Accomplishments and Awards

For over one hundred years, Carnegie science has benefited humankind directly and indirectly in countless way. Among the more widely-known of the institution's accomplishments and awards are the following:

  • Edwin Hubble, who revolutionized astronomy with his discovery that the universe is expanding and that there are galaxies other than our own Milky Way;
  • Charles Richter, who created the earthquake measurement scale;
  • Barbara McClintock, who won the Nobel Prize for her early work on patterns of genetic inheritance;
  • Alfred Hershey, who won the Nobel Prize for determining that DNA, not protein, harbors the genetic recipe for life;
  • Vera Rubin, who was awarded the Presidential Medal of Science for her work confirming the existence of dark matter in the universe; and
  • Andrew Fire, who with colleagues elsewhere opened up the world of RNA interference, for which he shared a Nobel Prize in 2006

Yet, these are only a few notable examples among many others, such as the following represented in recent news releases.

  • Carnegie scientists Chris Field and Ken Caldeira of the Department of Global Ecology were key contributors in the UN panel sharing the 2007 Nobel Peace Prize for work on global climate change.
  • Former Carnegie Academy for Science Education (CASE) director Inés Cifuentes was awarded the 2007 Hispanic Heritage Award for Math and Science.
  • The Department of Plant Biology's Winslow R. Briggs, was awarded the 2007 Adolph E. Gude, Jr., Award, established by the American Society of Plant Biologists and given triennially in recognition of outstanding service to the science of plant biology.
  • In 2007 the American Geophysical Union awarded Carnegie's Ho-kwang (Dave) Mao the Inge Lehmann Medal for "outstanding contributions to the understanding of the structure, composition, and dynamics of the Earth's mantle and core."
  • Carnegie astronomer Mark Phillips shared the 2007 Cosmology Prize of the Peter and Patricia Gruber Foundation for his role in discovering that the universe is expanding at an accelerating rate.
  • Paul Silver, a geophysicist at Carnegie’s Department of Terrestrial Magnetism in Washington, DC, was elected as a Fellow of the American Academy of Arts and Sciences in 2007.
  • The National Academy of Sciences awarded Carnegie president emerita Maxine F. Singer the Public Welfare Medal in 2007, the academy’s most prestigious honor.
  • The Lasker Foundation awarded Carnegie Department of Embryology’s Joseph G. Gall the prestigious 2006 Lasker Award for Special Achievement in Medical Science.
  • Christopher Somerville, Director of the Carnegie Institution’s Department of Plant Biology, shared the 2006 Balzan Prize in Plant Molecular Genetics for work having “far reaching implications for plant science at both the fundamental level and in potential applications.”
  • Russell Hemley and Ho-kwang (Dave) Mao of the Carnegie Institution’s Geophysical Laboratory won the Balzan Prize for 2005 in mineral physics.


◆ **Exercise brief**
From the entries that follow, copy exactly the lines beginning at the line holding "You are a GUI" and continuing through the line holding "The height and width of the screenshot is (253, 476).".

◆ **Data to use**
───
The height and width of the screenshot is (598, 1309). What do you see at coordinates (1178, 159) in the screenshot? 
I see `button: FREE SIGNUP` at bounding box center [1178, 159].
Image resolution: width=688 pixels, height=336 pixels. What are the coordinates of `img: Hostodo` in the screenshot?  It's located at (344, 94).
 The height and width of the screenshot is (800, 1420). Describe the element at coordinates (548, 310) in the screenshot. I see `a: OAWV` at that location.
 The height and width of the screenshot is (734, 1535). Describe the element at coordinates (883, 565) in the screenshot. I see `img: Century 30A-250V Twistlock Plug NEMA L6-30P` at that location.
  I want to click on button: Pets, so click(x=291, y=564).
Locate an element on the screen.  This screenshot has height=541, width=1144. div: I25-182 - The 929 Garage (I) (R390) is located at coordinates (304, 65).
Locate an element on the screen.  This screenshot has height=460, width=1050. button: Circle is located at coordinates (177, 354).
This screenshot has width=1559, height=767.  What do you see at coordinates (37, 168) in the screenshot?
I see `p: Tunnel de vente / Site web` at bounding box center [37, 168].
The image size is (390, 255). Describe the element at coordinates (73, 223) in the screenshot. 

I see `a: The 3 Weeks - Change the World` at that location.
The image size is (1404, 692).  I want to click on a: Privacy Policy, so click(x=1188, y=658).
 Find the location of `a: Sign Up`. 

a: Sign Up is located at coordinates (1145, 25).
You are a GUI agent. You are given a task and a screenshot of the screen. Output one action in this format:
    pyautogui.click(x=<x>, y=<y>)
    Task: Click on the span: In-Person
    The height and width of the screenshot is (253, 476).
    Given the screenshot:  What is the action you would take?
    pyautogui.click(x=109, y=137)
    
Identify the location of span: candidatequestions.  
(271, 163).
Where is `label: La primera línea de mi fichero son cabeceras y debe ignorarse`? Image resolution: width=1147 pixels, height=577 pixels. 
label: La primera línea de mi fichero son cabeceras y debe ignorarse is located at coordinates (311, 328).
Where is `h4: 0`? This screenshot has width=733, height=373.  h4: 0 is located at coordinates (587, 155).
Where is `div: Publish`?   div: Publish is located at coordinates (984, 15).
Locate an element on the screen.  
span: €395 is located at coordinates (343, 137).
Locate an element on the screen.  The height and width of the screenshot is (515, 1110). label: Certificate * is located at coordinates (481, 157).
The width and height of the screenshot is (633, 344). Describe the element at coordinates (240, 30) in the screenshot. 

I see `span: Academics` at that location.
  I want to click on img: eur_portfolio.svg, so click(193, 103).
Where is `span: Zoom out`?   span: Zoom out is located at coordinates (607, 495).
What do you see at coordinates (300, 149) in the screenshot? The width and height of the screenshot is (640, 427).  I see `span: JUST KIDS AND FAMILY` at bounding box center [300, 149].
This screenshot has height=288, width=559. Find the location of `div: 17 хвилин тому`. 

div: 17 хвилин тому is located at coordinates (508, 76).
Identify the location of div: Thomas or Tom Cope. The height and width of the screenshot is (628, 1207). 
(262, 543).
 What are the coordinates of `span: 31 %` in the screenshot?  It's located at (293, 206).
───
◆ **Your solution**
You are a GUI agent. You are given a task and a screenshot of the screen. Output one action in this format:
    pyautogui.click(x=<x>, y=<y>)
    Task: Click on the span: In-Person
    The height and width of the screenshot is (253, 476).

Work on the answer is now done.